The UN special rapporteur on human rights defenders has apparently sent a letter to the South Korean government voicing concerns about actions contrary to human rights by Kim Yong-won, a standing commissioner with the National Human Rights Commission of Korea (NHRCK).
In the letter, she remarked that Kim, who also serves as the commission’s officer for the protection of military human rights, was in fact playing a leading role in human rights infringements, including the requesting of police investigations of surviving family members of soldiers killed while serving in the military.
The fact that the Yoon administration is receiving this sort of letter from a UN special rapporteur on human rights says a lot about where the NHRCK stands today.
According to the Hankyoreh’s coverage, UN Special Rapporteur on Human Rights Defenders Mary Lawlor’s letter to the South Korean government commented on Kim’s actions in requesting an investigation of the family members of the Yoon Seung-ju, a private in the Korean Army who was beaten to death, and filing suit to demand damages from the civic group Center for Military Human Rights, Korea.
In October 2023, Kim asked police to investigate family members of Yoon and human rights activities on charges including trespassing after they requested an interview over his decision to dismiss demands for an investigation into the young soldier’s death.
Is this the sort of person we have had serving as a NHRCK commissioner?
Yoon’s death was the impetus behind the creation of a military human rights protection officer position within the commission. It’s not clear Kim has any grasp of what a military human rights protection officer is supposed to do.
This is hardly the only behavior by Kim that makes it impossible to believe he is an NHRCK commissioner. He has routinely made crude comments about the commission itself — which he described as “under leftist control” — and human rights groups, which he has called “human rights peddlers.”
He also drew the Korean public’s wrath by dismissing an emergency restitution motion for Col. Park Jeong-hun when allegations first erupted last year regarding external pressure on a Marine Corps investigation. Initially, he made a statement to the effect that the Ministry of National Defense had acted inappropriately in taking back Marine Corps investigation records from the police; five days later, he did a complete 180 following a telephone conversation with then-Minister of National Defense Lee Jong-sup.
Kim’s actions suggest he has lost sight of the proper role of NHRCK commissioners as defenders of the public’s rights.
In June of this year, the Asian NGOs Network on National Human Rights Institutions (ANNI) sent a letter to President Yoon Suk-yeol urging him to abide by international human rights standards when selecting the next NHRCK chairperson.
In the letter, the ANNI wrote, that the NHRCK has been a “good example” of a national human rights institution in Asia, but “several concerns have been raised about the NHRCK since May 2022.” In particular, it singled out Kim and fellow commissioner Lee Choong-sang. Kim was appointed by Yoon Suk-yeol, while Lee was appointed by the ruling People Power Party (PPP).
But Kim has apparently applied to enter the running to take over from the current chairperson, Song Doo-hwan, when his term ends this September. This beggars belief. As if the president naming someone as inappropriate as Kim to be an NHRCK commissioner were not enough, now he wants to make him chairperson?
It’s not at all clear just what the president thinks “human rights” means. We should not be having situations where someone even the UN has voiced concerns about ends up running the country’s human rights watchdog.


*Task requirements*. Keep only the lines of the data below that contain "pixels", and copy them.

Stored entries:
◇ ◇ ◇ ◇

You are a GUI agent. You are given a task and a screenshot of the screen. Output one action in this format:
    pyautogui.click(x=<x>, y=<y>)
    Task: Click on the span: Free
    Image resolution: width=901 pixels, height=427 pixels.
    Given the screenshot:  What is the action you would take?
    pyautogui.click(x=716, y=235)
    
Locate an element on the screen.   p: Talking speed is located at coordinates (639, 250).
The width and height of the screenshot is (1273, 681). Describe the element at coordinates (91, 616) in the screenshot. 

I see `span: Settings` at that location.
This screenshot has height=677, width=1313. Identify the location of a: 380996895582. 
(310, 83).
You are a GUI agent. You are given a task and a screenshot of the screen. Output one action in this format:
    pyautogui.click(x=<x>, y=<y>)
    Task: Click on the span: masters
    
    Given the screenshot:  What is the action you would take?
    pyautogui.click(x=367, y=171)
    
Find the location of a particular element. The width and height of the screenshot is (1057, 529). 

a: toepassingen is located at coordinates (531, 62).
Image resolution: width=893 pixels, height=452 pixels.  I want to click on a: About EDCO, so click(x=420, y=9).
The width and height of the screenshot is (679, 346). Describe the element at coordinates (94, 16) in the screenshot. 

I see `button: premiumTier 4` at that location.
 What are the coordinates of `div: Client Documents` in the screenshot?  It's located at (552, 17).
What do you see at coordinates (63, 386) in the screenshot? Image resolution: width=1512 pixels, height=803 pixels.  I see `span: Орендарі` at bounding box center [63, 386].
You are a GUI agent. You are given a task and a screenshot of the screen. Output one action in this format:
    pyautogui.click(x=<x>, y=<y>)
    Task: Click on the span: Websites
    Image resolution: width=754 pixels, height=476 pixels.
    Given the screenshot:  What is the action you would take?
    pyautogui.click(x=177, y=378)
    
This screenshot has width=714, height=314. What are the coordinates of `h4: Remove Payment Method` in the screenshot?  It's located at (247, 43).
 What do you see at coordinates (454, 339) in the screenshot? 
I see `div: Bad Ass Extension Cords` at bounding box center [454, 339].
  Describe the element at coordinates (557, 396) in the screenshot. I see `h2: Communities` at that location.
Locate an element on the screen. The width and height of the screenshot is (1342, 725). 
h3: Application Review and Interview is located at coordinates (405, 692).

◇ ◇ ◇ ◇

*Result of the exercise*.
    Image resolution: width=901 pixels, height=427 pixels.
Image resolution: width=893 pixels, height=452 pixels.  I want to click on a: About EDCO, so click(x=420, y=9).
What do you see at coordinates (63, 386) in the screenshot? Image resolution: width=1512 pixels, height=803 pixels.  I see `span: Орендарі` at bounding box center [63, 386].
    Image resolution: width=754 pixels, height=476 pixels.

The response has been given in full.